I keep reading more and more articles and arguments about health care reform. Blame is being thrown all around, but nobody really seems to be doing any pragmatic analysis. All sides say, "It absolutely has to be this way, or that way..."; maybe it can be another way.
Opponents point to Medicare and its glaring abuses and inefficiencies as a good reason to avoid a “public option”, and I agree, especially when there's another option. It's called group coverage.
In looking at the money being spent on Medicare, and Medicaid, as well as the money being lost by hospitals and others who are forced to treat indigents and then just absorb the losses, it seems to me that it would be cheaper all around, if instead of building a whole new government controlled bureaucracy, with it's startup, implementation and administration costs, we, instead, take something that's already in place and use it to it's best advantage to solve our problems.
Group insurance policies are what most businesses use to cover their employees. The bigger the business, the bigger the group, and the smaller the individual policy premiums. Imagine a group with 250 million members. That's some serious juice. Why 'wouldn't it be possible to just sign up for the biggest group policy of all time, and have the government underwrite the premiums?
If you think about it, what's the primary reason we need medical insurance in the first place? It's because the associated costs of medical treatment have become too expensive for the average citizen to afford, so instead, we pay the insurance premium, and the insurance companies pay the medical bills.
Under every health care plan that's been proposed to date, the government will be paying all the medical bills. It seems to me that it would be better to just pay the premiums instead, and let the private insurance industry handle the bills the same way they always have, with a few notable exceptions; no exclusions for pre-existing conditions, no exclusions for “experimental procedures”, no exclusions for "accepted" pharmaceutical lists.
Under that policy, it would be possible to abolish Medicare, and Medicaid, with all their associated administration costs and abuses. Their former recipients would now have real health insurance. It could also take over for the Veterans Administration, and provide some real health care for our veterans. Considering the money saved by abolishing these programs alone, I think it would be doable, and provide a much better level of coverage than any of the public options that have been proposed.
There's lots of money to be made by the insurance industry, so we put the program up for competitive bids every 2 years; if they're providing real health care, for every man woman and child in the United States, and our Military, who the Hell care how much money the industry makes?
Copays could be established at a reasonable level for everyone, and waived for those up to, say, 150% of the current poverty level, and then graduated to those at 400% of the current poverty level. Since the biggest impediment to retirement for the average worker is concerns about health insurance and it's associated premiums, at 55 years of age, regardless of income, all copays could be waived, allowing for earlier, and more secure retirement.
Pharmaceuticals could be purchased at huge volume discounts and distributed on an non-profit basis; research and development costs could be underwritten as well, making the drugs much cheaper, even for name brand drugs. Other countries who have traditionally profited by the same types of volume buying from US drug companies, would be charged a tariff, to offset the government's contribution to R&D.
Why not create health care reform where everybody wins, including private industry?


— Work item —
Return the entries verbatim and drop every picture.

#### The data ####

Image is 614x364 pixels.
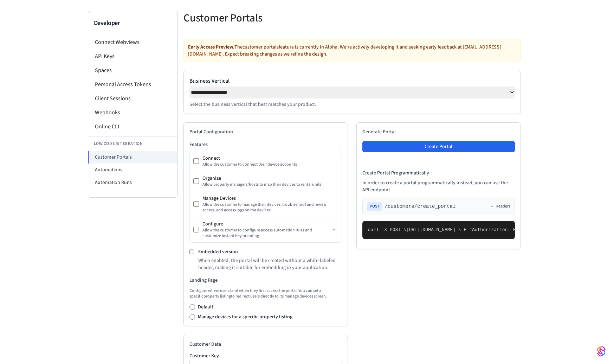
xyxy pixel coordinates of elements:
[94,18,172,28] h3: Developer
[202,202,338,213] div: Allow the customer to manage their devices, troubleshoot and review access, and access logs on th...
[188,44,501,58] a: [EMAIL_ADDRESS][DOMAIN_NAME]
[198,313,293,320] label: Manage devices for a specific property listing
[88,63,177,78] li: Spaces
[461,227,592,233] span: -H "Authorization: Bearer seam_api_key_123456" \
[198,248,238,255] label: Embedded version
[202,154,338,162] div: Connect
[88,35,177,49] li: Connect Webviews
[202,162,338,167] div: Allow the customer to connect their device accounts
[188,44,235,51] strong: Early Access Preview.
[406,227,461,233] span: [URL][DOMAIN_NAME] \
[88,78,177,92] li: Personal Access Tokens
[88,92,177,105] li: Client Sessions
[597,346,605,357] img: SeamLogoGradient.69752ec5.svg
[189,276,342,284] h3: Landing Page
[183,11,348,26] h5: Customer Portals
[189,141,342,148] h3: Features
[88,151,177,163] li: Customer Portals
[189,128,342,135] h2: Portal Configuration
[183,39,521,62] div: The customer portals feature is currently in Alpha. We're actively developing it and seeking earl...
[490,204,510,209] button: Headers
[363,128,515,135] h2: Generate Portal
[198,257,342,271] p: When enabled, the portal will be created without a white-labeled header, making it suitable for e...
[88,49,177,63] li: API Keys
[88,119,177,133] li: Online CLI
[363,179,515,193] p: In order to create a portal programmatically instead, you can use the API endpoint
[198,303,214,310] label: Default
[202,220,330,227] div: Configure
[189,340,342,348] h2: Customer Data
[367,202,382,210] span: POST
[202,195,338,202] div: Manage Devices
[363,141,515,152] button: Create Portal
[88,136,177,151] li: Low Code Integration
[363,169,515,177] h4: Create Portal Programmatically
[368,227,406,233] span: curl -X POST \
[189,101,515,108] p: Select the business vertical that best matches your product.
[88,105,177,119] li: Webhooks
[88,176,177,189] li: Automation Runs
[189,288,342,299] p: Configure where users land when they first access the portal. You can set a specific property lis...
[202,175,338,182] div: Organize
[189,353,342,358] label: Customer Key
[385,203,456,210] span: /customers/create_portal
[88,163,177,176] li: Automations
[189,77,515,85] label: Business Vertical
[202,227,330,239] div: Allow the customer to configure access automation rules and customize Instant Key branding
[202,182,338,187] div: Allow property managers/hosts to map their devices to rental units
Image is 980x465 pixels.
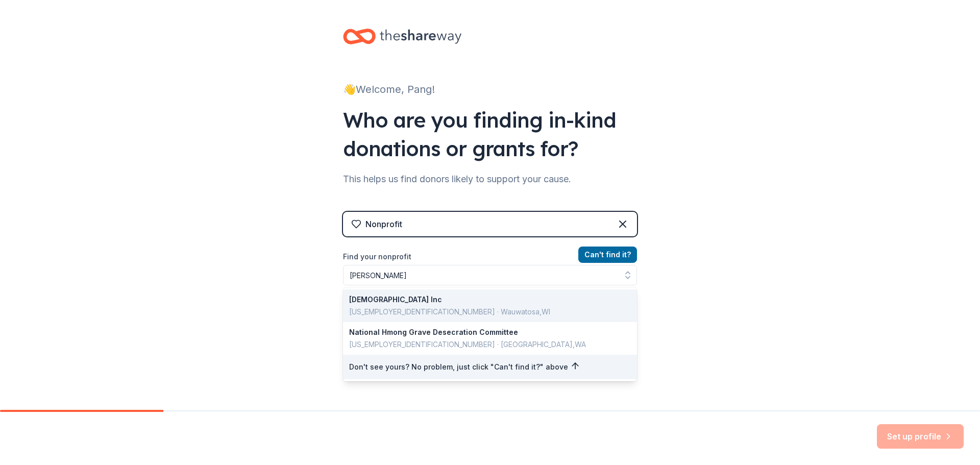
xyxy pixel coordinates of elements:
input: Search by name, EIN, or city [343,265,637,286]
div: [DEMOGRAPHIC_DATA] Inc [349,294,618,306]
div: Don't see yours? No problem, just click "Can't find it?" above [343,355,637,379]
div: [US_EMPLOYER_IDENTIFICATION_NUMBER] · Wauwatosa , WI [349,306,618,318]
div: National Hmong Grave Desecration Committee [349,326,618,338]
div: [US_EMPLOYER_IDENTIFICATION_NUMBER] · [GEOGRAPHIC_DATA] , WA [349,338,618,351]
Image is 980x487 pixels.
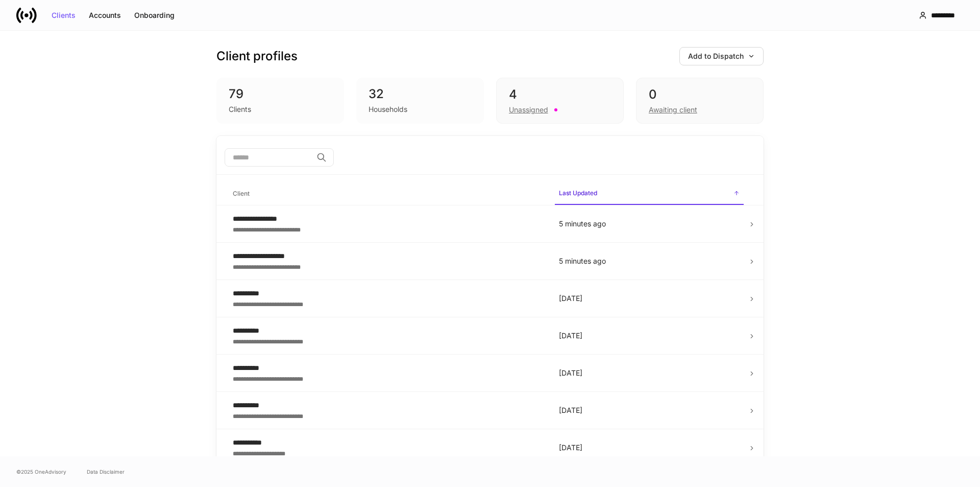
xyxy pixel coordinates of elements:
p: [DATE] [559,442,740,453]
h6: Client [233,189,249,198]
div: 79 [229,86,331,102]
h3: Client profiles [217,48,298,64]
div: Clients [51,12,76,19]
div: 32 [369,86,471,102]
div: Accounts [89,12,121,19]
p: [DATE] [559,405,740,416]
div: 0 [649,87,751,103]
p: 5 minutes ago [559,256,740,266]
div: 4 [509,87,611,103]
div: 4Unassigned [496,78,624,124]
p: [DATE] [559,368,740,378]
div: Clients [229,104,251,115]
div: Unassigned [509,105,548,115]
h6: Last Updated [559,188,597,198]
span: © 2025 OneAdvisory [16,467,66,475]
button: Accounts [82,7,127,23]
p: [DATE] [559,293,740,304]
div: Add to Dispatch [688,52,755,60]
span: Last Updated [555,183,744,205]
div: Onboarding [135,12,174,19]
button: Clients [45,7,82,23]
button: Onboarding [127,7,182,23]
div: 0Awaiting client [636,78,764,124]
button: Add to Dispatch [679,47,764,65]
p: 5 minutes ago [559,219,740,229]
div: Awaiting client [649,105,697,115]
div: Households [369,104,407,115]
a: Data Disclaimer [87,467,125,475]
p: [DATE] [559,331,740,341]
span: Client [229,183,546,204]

####

— Answer below —
Image is 614x364 pixels.
xyxy pixel coordinates of elements:
[94,18,172,28] h3: Developer
[202,202,338,213] div: Allow the customer to manage their devices, troubleshoot and review access, and access logs on th...
[188,44,501,58] a: [EMAIL_ADDRESS][DOMAIN_NAME]
[198,313,293,320] label: Manage devices for a specific property listing
[88,63,177,78] li: Spaces
[461,227,592,233] span: -H "Authorization: Bearer seam_api_key_123456" \
[198,248,238,255] label: Embedded version
[202,154,338,162] div: Connect
[88,35,177,49] li: Connect Webviews
[202,162,338,167] div: Allow the customer to connect their device accounts
[188,44,235,51] strong: Early Access Preview.
[406,227,461,233] span: [URL][DOMAIN_NAME] \
[88,78,177,92] li: Personal Access Tokens
[88,92,177,105] li: Client Sessions
[597,346,605,357] img: SeamLogoGradient.69752ec5.svg
[189,276,342,284] h3: Landing Page
[183,11,348,26] h5: Customer Portals
[189,141,342,148] h3: Features
[88,151,177,163] li: Customer Portals
[189,128,342,135] h2: Portal Configuration
[183,39,521,62] div: The customer portals feature is currently in Alpha. We're actively developing it and seeking earl...
[490,204,510,209] button: Headers
[363,128,515,135] h2: Generate Portal
[198,257,342,271] p: When enabled, the portal will be created without a white-labeled header, making it suitable for e...
[88,49,177,63] li: API Keys
[88,119,177,133] li: Online CLI
[363,179,515,193] p: In order to create a portal programmatically instead, you can use the API endpoint
[198,303,214,310] label: Default
[202,220,330,227] div: Configure
[189,340,342,348] h2: Customer Data
[367,202,382,210] span: POST
[202,195,338,202] div: Manage Devices
[363,141,515,152] button: Create Portal
[88,136,177,151] li: Low Code Integration
[363,169,515,177] h4: Create Portal Programmatically
[368,227,406,233] span: curl -X POST \
[189,101,515,108] p: Select the business vertical that best matches your product.
[88,105,177,119] li: Webhooks
[88,176,177,189] li: Automation Runs
[189,288,342,299] p: Configure where users land when they first access the portal. You can set a specific property lis...
[202,175,338,182] div: Organize
[189,353,342,358] label: Customer Key
[385,203,456,210] span: /customers/create_portal
[88,163,177,176] li: Automations
[189,77,515,85] label: Business Vertical
[202,227,330,239] div: Allow the customer to configure access automation rules and customize Instant Key branding
[202,182,338,187] div: Allow property managers/hosts to map their devices to rental units
Image is 980x465 pixels.
xyxy pixel coordinates of elements:
input: Search by name, EIN, or city [343,265,637,286]
div: [DEMOGRAPHIC_DATA] Inc [349,294,618,306]
div: Don't see yours? No problem, just click "Can't find it?" above [343,355,637,379]
div: [US_EMPLOYER_IDENTIFICATION_NUMBER] · Wauwatosa , WI [349,306,618,318]
div: National Hmong Grave Desecration Committee [349,326,618,338]
div: [US_EMPLOYER_IDENTIFICATION_NUMBER] · [GEOGRAPHIC_DATA] , WA [349,338,618,351]
Image is 980x487 pixels.
xyxy pixel coordinates of elements:
p: [DATE] [559,442,740,453]
h6: Client [233,189,249,198]
div: 79 [229,86,331,102]
h3: Client profiles [217,48,298,64]
div: Clients [51,12,76,19]
div: 32 [369,86,471,102]
div: Accounts [89,12,121,19]
p: [DATE] [559,405,740,416]
div: 0 [649,87,751,103]
p: 5 minutes ago [559,256,740,266]
div: 4 [509,87,611,103]
div: 4Unassigned [496,78,624,124]
p: [DATE] [559,368,740,378]
div: Clients [229,104,251,115]
div: Unassigned [509,105,548,115]
h6: Last Updated [559,188,597,198]
span: © 2025 OneAdvisory [16,467,66,475]
button: Accounts [82,7,127,23]
p: [DATE] [559,293,740,304]
div: Add to Dispatch [688,52,755,60]
span: Last Updated [555,183,744,205]
div: Onboarding [135,12,174,19]
button: Clients [45,7,82,23]
button: Onboarding [127,7,182,23]
div: 0Awaiting client [636,78,764,124]
button: Add to Dispatch [679,47,764,65]
p: 5 minutes ago [559,219,740,229]
div: Awaiting client [649,105,697,115]
div: Households [369,104,407,115]
a: Data Disclaimer [87,467,125,475]
p: [DATE] [559,331,740,341]
span: Client [229,183,546,204]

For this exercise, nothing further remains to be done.